Didn’t make the live webinar? That’s OK. We recorded the whole thing. Watch the recording here:

Plus, we’ve got a handout with resources for all of these things—check it out here.

Q&A

We answered a lot of questions during the webinar but weren’t able to get to them all. Check them out here, and let us know if there’s anything else you’re wondering about.

What do I do with reliable opens in Litmus?

Reliable opens in Litmus remove Apple Privacy-Impacted Opens from your total opens count.

If you’re running tests where open rates or click-to-open rates (CTORs) are a vital victory metric, reliable opens can help. This audience isn’t impacted by inflated open rates, so you can perform these A/B tests the way you usually would.

What data should I track other than opens, now that Mail Privacy Protection is in play?

The introduction of Mail Privacy Protection doesn’t mean you have to do away with open rates altogether. Instead, focus on your reliable opens audience for anything you’d traditionally look at open rates for.

In addition to open and click-through rates (CTR), consider tracking Email Quality Score, which gives you an idea of how subscribers engaged with your email. This is also a time to start incorporating non-email engagement metrics—like purchases, website activity, and account activity—to under the full customer journey.

If you’re looking for more comprehensive email metrics to track, check out this matrix:

email-metrics-matrix

How should I adapt to Mail Privacy Protection?

The main effect Apple’s Mail Privacy Protection (MPP) has on email marketers is inflated opens.
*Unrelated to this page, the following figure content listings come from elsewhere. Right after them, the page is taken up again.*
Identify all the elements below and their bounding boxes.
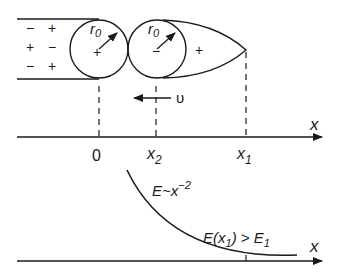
upper-axis-label: x <box>309 115 319 134</box>
velocity-label: υ <box>176 89 184 106</box>
circle-1-center-mark: + <box>93 44 101 60</box>
svg-text:−: − <box>48 39 56 55</box>
tick-label-x1: x1 <box>236 145 252 167</box>
svg-text:−: − <box>26 20 34 36</box>
teardrop-tail <box>163 20 246 78</box>
channel-charges: − + + − − + <box>26 20 56 74</box>
circle-2-radius-label: r0 <box>148 20 160 39</box>
circle-1-radius-label: r0 <box>90 20 102 39</box>
circle-2-center-mark: − <box>152 43 160 59</box>
svg-text:+: + <box>48 20 56 36</box>
lower-axis-label: x <box>309 237 319 256</box>
radius-arrow-1 <box>99 33 117 49</box>
tick-label-0: 0 <box>92 147 101 164</box>
curve-label: E~x−2 <box>152 179 191 199</box>
svg-text:−: − <box>26 58 34 74</box>
diagram-canvas: − + + − − + + r0 − r0 + υ x 0 x2 x1 E~x−… <box>0 0 341 279</box>
tick-label-x2: x2 <box>146 145 162 167</box>
svg-text:+: + <box>26 39 34 55</box>
svg-text:+: + <box>48 58 56 74</box>
tail-charge: + <box>195 42 203 58</box>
By segmenting out Apple Privacy-Impacted Opens, you can focus on a more reliable opens audience.

But beyond MPP, data privacy is becoming more and more central to how we do marketing. We recently released a blog on how to privacy-proof your email programs—a must-read for the future of email.

What are best practices for testing dynamic content?

Great question! We asked our team and our customers, and here are their words of wisdom.

  • Prepare your data. Set up and work with your data or CRM team partners to create good sets of test data to simulate different scenarios you want to test on a regular basis.
  • Don’t try to test everything. If you’re doing a lot of complex segmentation and dynamic content, you can end up with hundreds of possible variations of an email, which isn’t practical to test. Instead, look at your audience data and choose some of the most common or high-visibility scenarios—and make sure you test those.
  • Take the time to learn the tools for producing test variations. Many email service providers (ESPs) will provide tools for producing test variations. Get familiar with these. If you’re looking at switching ESPs, make sure to dig into not just how they can support creation of dynamic content, but also what they offer to help you preview and test different variations. Some ESPs offer much better tools for doing this and can, for example, make it fairly easy (with good test data) to send multiple dynamic variations for testing and proofing.
  • Make sure you have appropriate fallbacks. You need fallbacks for dynamic content and personalization. This will keep you from sending anyone a “blank” email.
  • Create test seed lists. We often create test seed lists of about 10 email addresses with sample data that we can use to preview the variations in our ESP.